History is replete with examples of this philosophy in action, often thriving in the shadows of official power or in the direct face of state oppression. In the United States, the 19th and early 20th centuries saw the rise of friendly societies and craft guilds. These were mutual aid organizations where workers pooled their dues to create a safety net for members who fell ill, were injured on the job, or died. If a member's home burned down, the society paid to rebuild it. If a child was orphaned, the society raised them. These groups were the original social security, built from the bottom up by the people who needed them most.
However, the most potent examples of mutual aid in American history come from the margins, from communities that were systematically excluded from government support. In the 1960s, the Black Panther Party launched the Free Breakfast for Children Program, serving thousands of meals daily to children in Oakland and other cities. While the government provided food stamps that were often insufficient or inaccessible, the Panthers recognized that a hungry child could not learn. They fed the community, not as a handout, but as a right. This program was so successful and politically threatening that the FBI, under J. Edgar Hoover, targeted it as a primary reason for the Party's destruction. Hoover himself admitted that the breakfast program was the "greatest threat to the internal security of the country" because it united the community and exposed the government's failure to provide for its people.
Similarly, during the height of the AIDS crisis in the 1980s and 1990s, when the federal government largely ignored the epidemic and pharmaceutical companies priced life-saving drugs out of reach, the LGBTQ+ community organized its own survival networks. Groups like ACT UP and the AIDS Coalition to Unleash Power did not wait for permission. They engaged in direct action to force drug approval, but they also created vast networks of care. Volunteers became caregivers for the dying, navigated the labyrinthine healthcare system, and provided housing for those abandoned by their families. In a time of profound stigma and fear, mutual aid became the only lifeline. It was a refusal to let the state or society let them die alone.
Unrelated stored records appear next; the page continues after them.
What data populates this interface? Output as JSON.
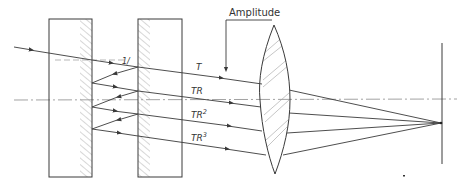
{
  "diagram": {
    "labels": {
      "amplitude": "Amplitude",
      "incident": "1/",
      "beam_t": "T",
      "beam_tr": "TR",
      "beam_tr2_base": "TR",
      "beam_tr2_exp": "2",
      "beam_tr3_base": "TR",
      "beam_tr3_exp": "3"
    },
    "components": [
      {
        "name": "plate-1",
        "x": [
          49,
          92
        ],
        "y": [
          19,
          177
        ],
        "coated_surface": "right"
      },
      {
        "name": "plate-2",
        "x": [
          138,
          182
        ],
        "y": [
          19,
          177
        ],
        "coated_surface": "left"
      },
      {
        "name": "lens",
        "center_x": 275,
        "top_y": 25,
        "bottom_y": 174
      },
      {
        "name": "screen",
        "x": 442,
        "y": [
          43,
          164
        ]
      }
    ],
    "optical_axis_y": 100,
    "focus_point": [
      441,
      123
    ],
    "colors": {
      "line": "#3a3a3a",
      "hatch": "#9a9a9a",
      "axis": "#8a8a8a"
    }
  }
}
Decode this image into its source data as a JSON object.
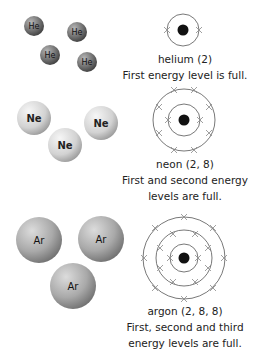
{
  "sections": [
    {
      "element": "helium",
      "symbol": "He",
      "name_label": "helium (2)",
      "description_lines": [
        "First energy level is full."
      ],
      "electron_configuration": [
        2
      ]
    },
    {
      "element": "neon",
      "symbol": "Ne",
      "name_label": "neon (2, 8)",
      "description_lines": [
        "First and second energy",
        "levels are full."
      ],
      "electron_configuration": [
        2,
        8
      ]
    },
    {
      "element": "argon",
      "symbol": "Ar",
      "name_label": "argon (2, 8, 8)",
      "description_lines": [
        "First, second and third",
        "energy levels are full."
      ],
      "electron_configuration": [
        2,
        8,
        8
      ]
    }
  ],
  "colors": {
    "helium_atom": "#6e6e6e",
    "neon_atom": "#d0d0d0",
    "argon_atom": "#a8a8a8",
    "shell_line": "#555555",
    "electron": "#888888",
    "nucleus": "#111111"
  }
}
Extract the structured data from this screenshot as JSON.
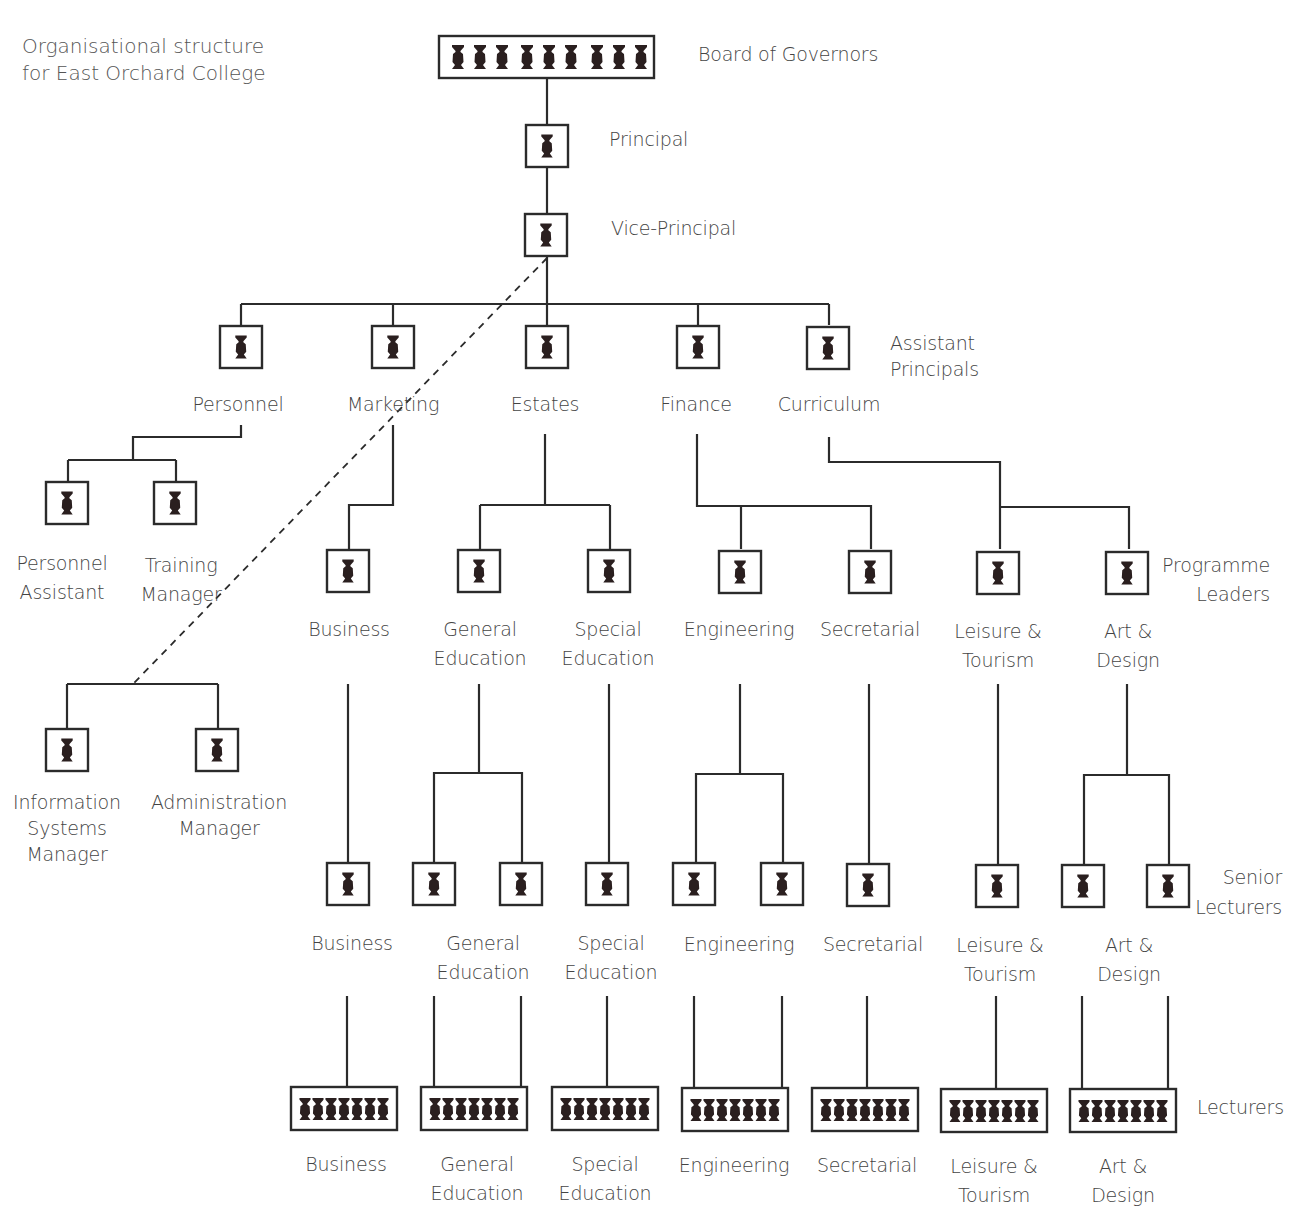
{
  "title": {
    "line1": "Organisational structure",
    "line2": "for East Orchard College"
  },
  "colors": {
    "line": "#2b2b2b",
    "figure": "#2a1f1f",
    "text": "#444444",
    "background": "#ffffff"
  },
  "levels": {
    "board": {
      "label": "Board of Governors",
      "members": 9
    },
    "principal": {
      "label": "Principal"
    },
    "vice_principal": {
      "label": "Vice-Principal"
    },
    "assistant_principals": {
      "label_line1": "Assistant",
      "label_line2": "Principals"
    },
    "programme_leaders": {
      "label_line1": "Programme",
      "label_line2": "Leaders"
    },
    "senior_lecturers": {
      "label_line1": "Senior",
      "label_line2": "Lecturers"
    },
    "lecturers": {
      "label": "Lecturers",
      "members_per_group": 7
    }
  },
  "assistant_principals": [
    {
      "name": "Personnel"
    },
    {
      "name": "Marketing"
    },
    {
      "name": "Estates"
    },
    {
      "name": "Finance"
    },
    {
      "name": "Curriculum"
    }
  ],
  "personnel_reports": [
    {
      "line1": "Personnel",
      "line2": "Assistant"
    },
    {
      "line1": "Training",
      "line2": "Manager"
    }
  ],
  "vice_principal_reports": [
    {
      "line1": "Information",
      "line2": "Systems",
      "line3": "Manager"
    },
    {
      "line1": "Administration",
      "line2": "Manager"
    }
  ],
  "programmes": [
    {
      "line1": "Business",
      "line2": "",
      "reports_to": "Marketing",
      "senior_lecturers": 1
    },
    {
      "line1": "General",
      "line2": "Education",
      "reports_to": "Estates",
      "senior_lecturers": 2
    },
    {
      "line1": "Special",
      "line2": "Education",
      "reports_to": "Estates",
      "senior_lecturers": 1
    },
    {
      "line1": "Engineering",
      "line2": "",
      "reports_to": "Finance",
      "senior_lecturers": 2
    },
    {
      "line1": "Secretarial",
      "line2": "",
      "reports_to": "Finance",
      "senior_lecturers": 1
    },
    {
      "line1": "Leisure &",
      "line2": "Tourism",
      "reports_to": "Curriculum",
      "senior_lecturers": 1
    },
    {
      "line1": "Art &",
      "line2": "Design",
      "reports_to": "Curriculum",
      "senior_lecturers": 2
    }
  ],
  "notes": {
    "dashed_link": "Dotted reporting line from Vice-Principal to Information Systems Manager / Administration Manager"
  }
}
The legacy of these movements continued through the 1990s and 2000s, surfacing in moments of catastrophic failure. During Hurricane Katrina in 2005, while the federal government's response was paralyzed by bureaucracy and incompetence, residents in New Orleans organized rescue boats from their own backyards. They formed "cabinets" to distribute water and food, operating entirely outside the official relief apparatus. The Black Lives Matter movement, emerging in 2013, carried this torch forward, establishing bail funds to ensure that protesters were not left languishing in jail cells while their communities fought for justice. These bail funds were not just about money; they were about the political assertion that freedom was a collective asset, not a privilege for those who could afford it.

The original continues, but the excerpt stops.